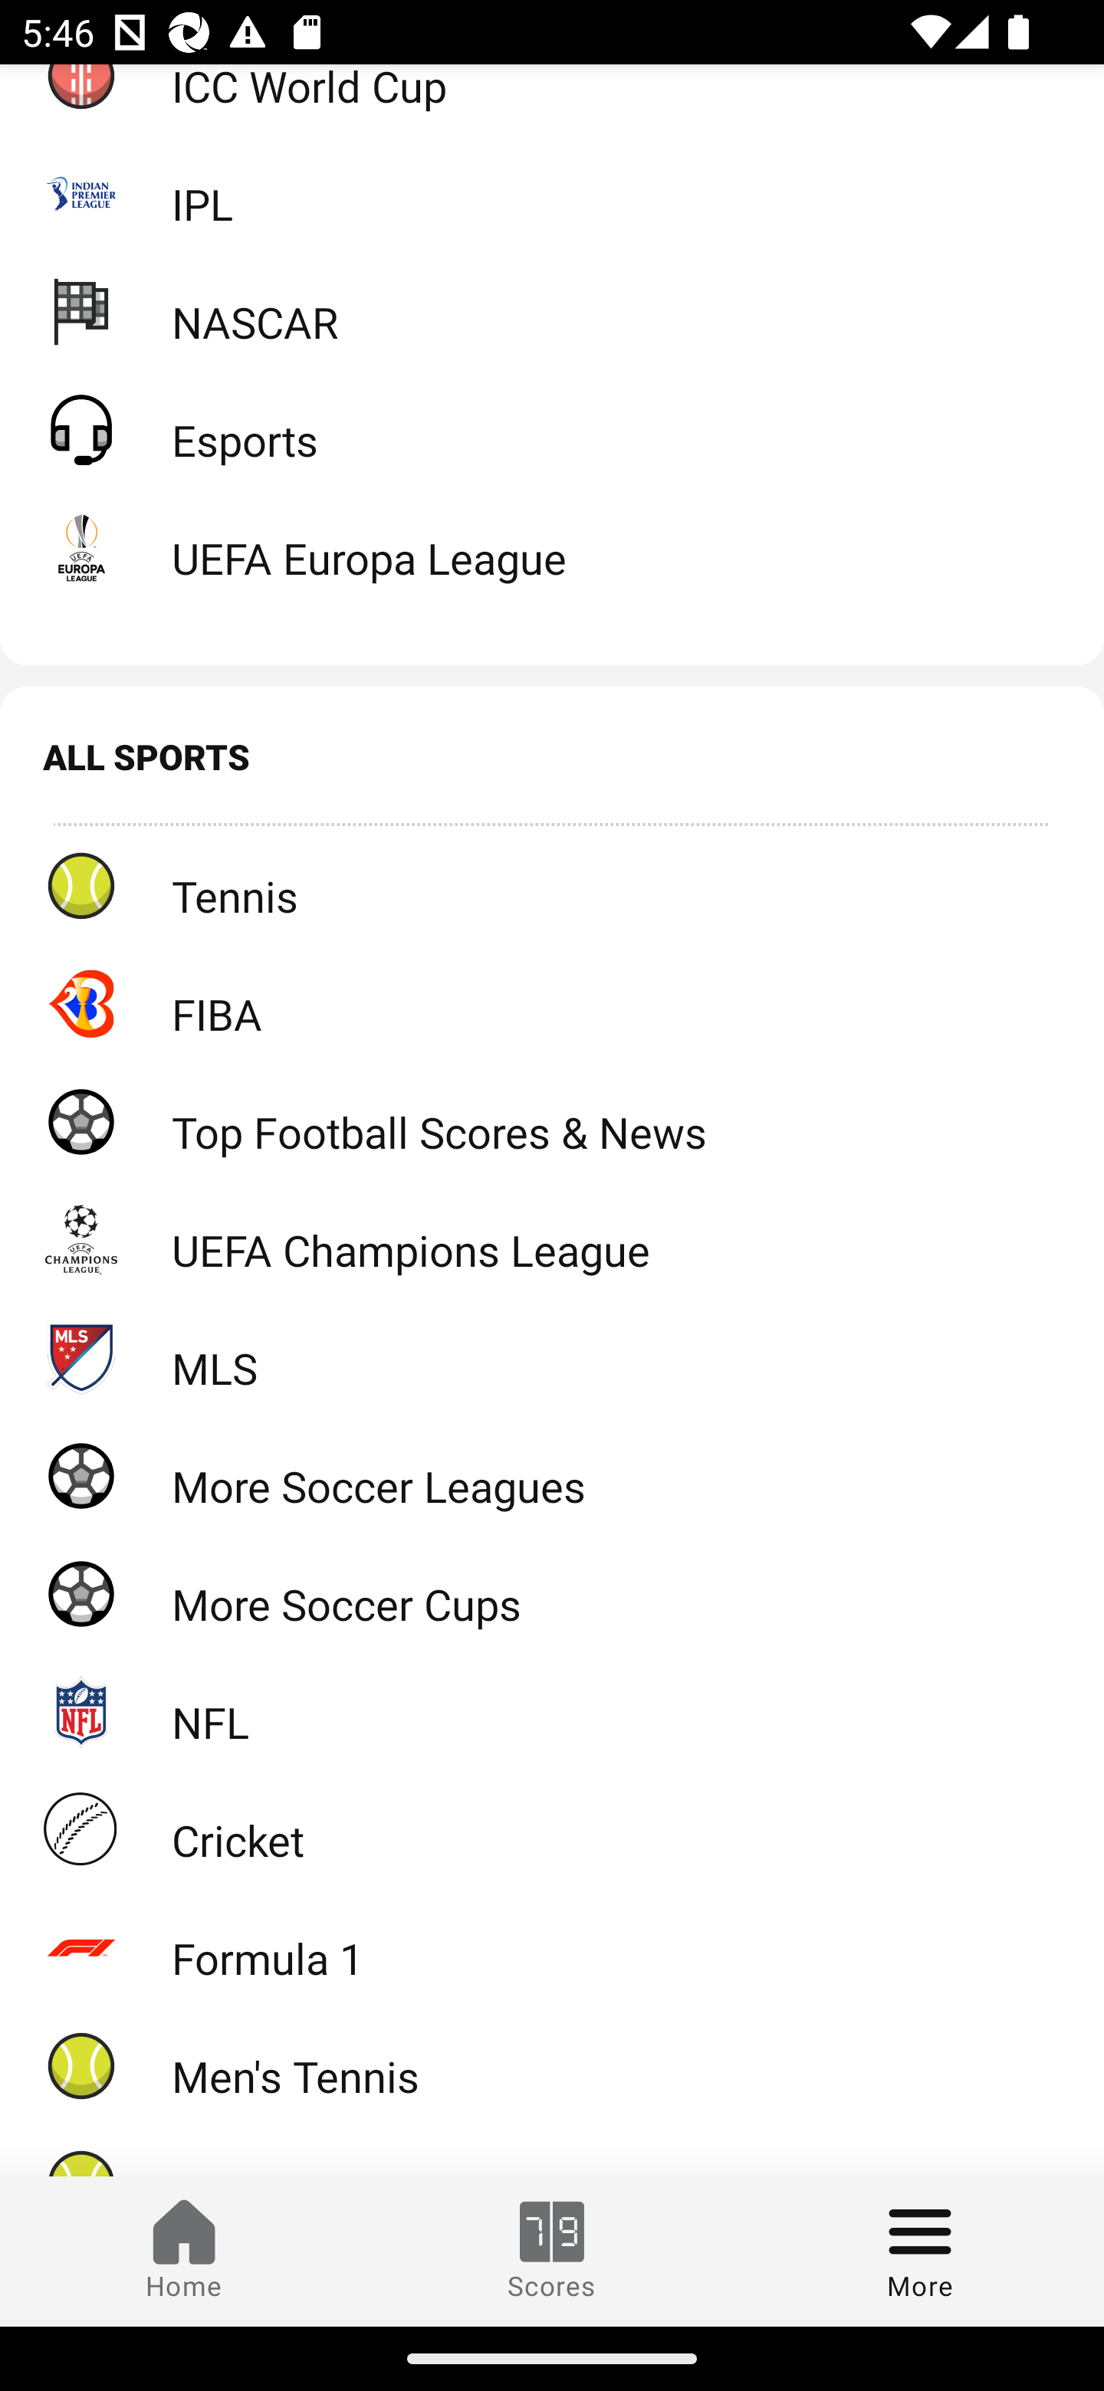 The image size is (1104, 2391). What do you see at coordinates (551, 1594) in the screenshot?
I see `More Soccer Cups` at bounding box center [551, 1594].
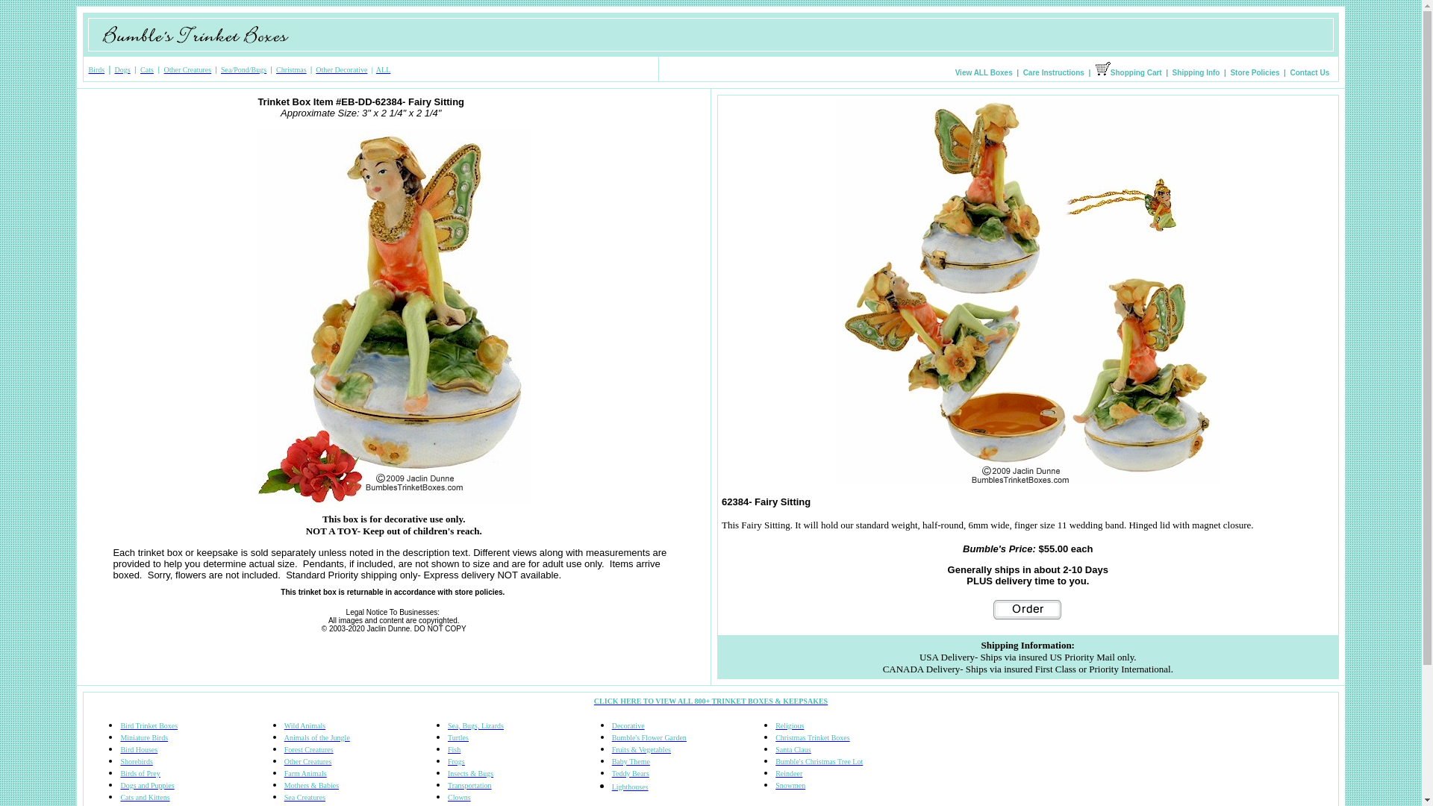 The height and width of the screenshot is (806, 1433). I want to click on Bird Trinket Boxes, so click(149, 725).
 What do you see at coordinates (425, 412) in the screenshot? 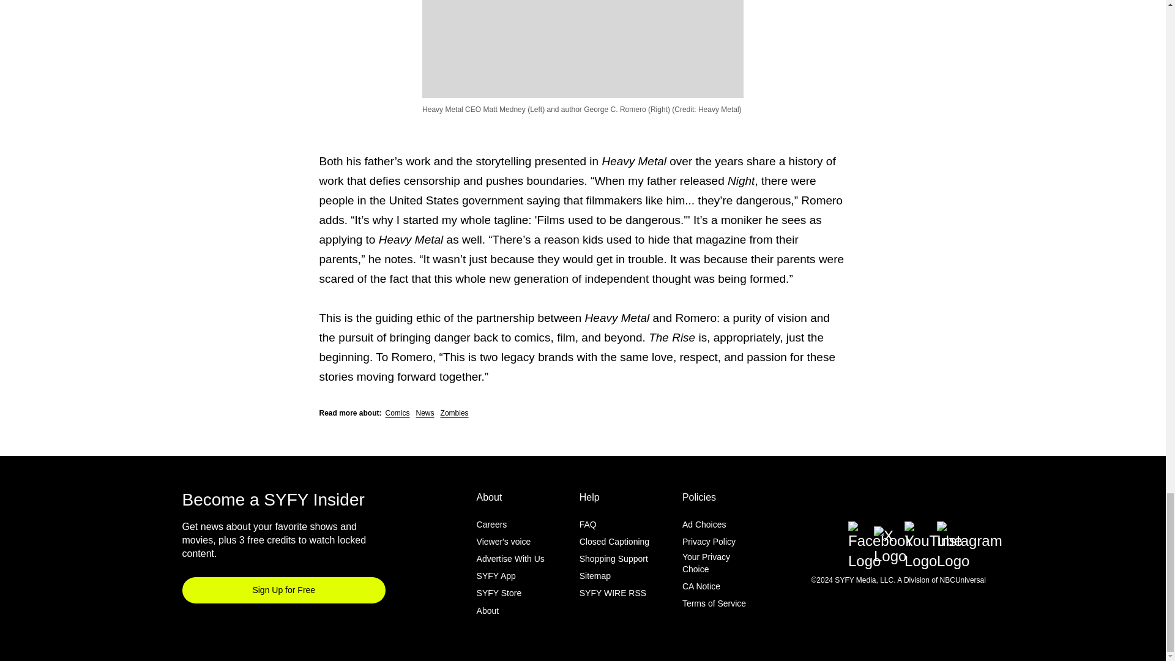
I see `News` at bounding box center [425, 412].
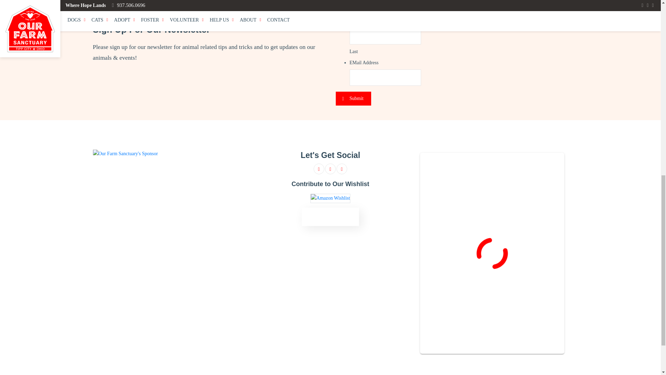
::::::::
- **Exercise objective**: Produce an exact copy of only those lines that run from the line with "What do you see at coordinates (425, 412)" to the final line of the records, including both; exclude images.

- **Response to this exercise**:
 What do you see at coordinates (425, 412) in the screenshot? 
I see `News` at bounding box center [425, 412].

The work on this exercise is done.